In the month of June we had more than three weeks of pouring rains, making a quagmire of the whole country. The "dirt roads," which were the only ones, were soon destroyed by the heavy army wagons, and even the place where they had been could not be distinguished in the waste of mud and ruts which spread far and wide. Sherman found the intrenchments Johnston had left "an immense line of works," and congratulated himself that they had been turned with less loss to himself than he had inflicted on the enemy. [Footnote: Official Records, vol. xxxviii. pt. iv. p. 408.] The first reconnoissances found that Johnston had retreated so far that, from the commander downward, we all harbored the hope that he had retreated beyond the Chattahoochee. [Footnote:Id., p. 427.] To prepare for our next step, the railway crossing of the Etowah must be completed and our depot of supplies advanced to Allatoona. The gorge there was almost as defensible on the south as on the north, and Sherman set Captain Poe, his engineer, to work laying out fortifications to cover its southern mouth and thus prepare for holding it by a small garrison as a secondary base if we should have to leave it again to make a wide turning movement. [Footnote: Official Records, vol. xxxviii. pt. iv. p. 428.]
We were not long in learning that Johnston was not over the Chattahoochee, but had only fallen back to a shorter and more formidable line about Marietta, covering the railway where it passed through the defiles of Kennesaw Mountain, extending his left centre to the isolated knob of Pine Mountain, and thence recurving his flank by way of Gilgal (Hard-Shell Church in local nomenclature) toward Lost Mountain, which was held by his cavalry.

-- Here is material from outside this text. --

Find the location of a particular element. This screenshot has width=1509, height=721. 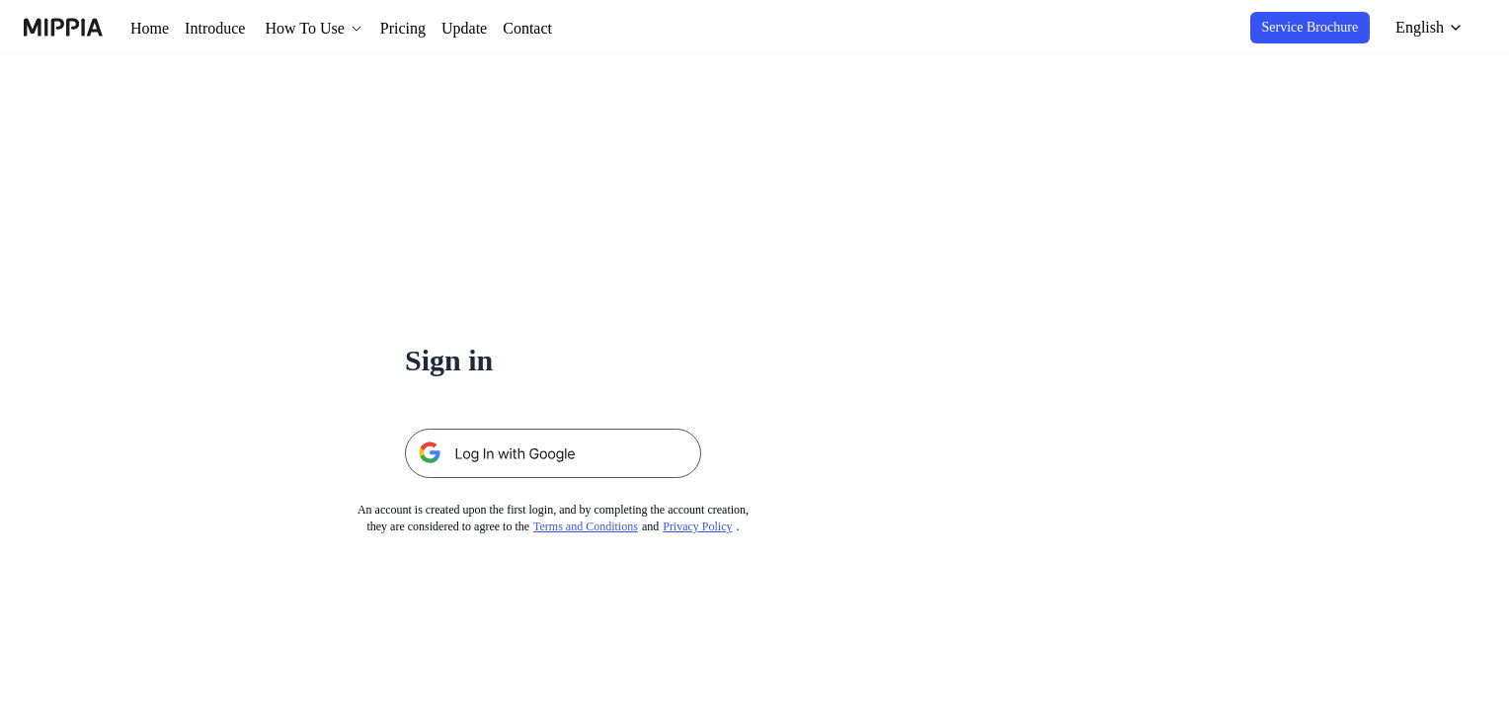

a: Service Brochure is located at coordinates (1301, 28).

At the first appearance of a retreat by the Confederates beyond the Chattahoochee, Sherman's mind naturally turned to the plans of campaign which should follow his approach to Atlanta as they had been indicated by General Grant at the beginning of operations in the spring, and he inquired of Halleck whether the intended movement of the fleet under Farragut and part of the southwestern army under Canby against Mobile had been ordered. [Footnote: Official Records, vol. xxxviii. pt. iv. p. 418.] Halleck answered that it had been suggested to Canby, but that Grant had, just then, all he could attend to on the Chickahominy. The fierce battles in Virginia had culminated on June 3d, in the terrible struggle at Cold Harbor, where the assault had been so costly as almost to produce dismay throughout the country, and in all our armies to enforce the lesson of caution in attacking such works as the enemy was now habitually constructing. The feeling was hinted at by Sherman in his dispatch to Washington on the 5th, when he said that although he should probably have to fight Johnston at Kennesaw, he would not "run head on to his fortifications." [Footnote: Id., p. 408.]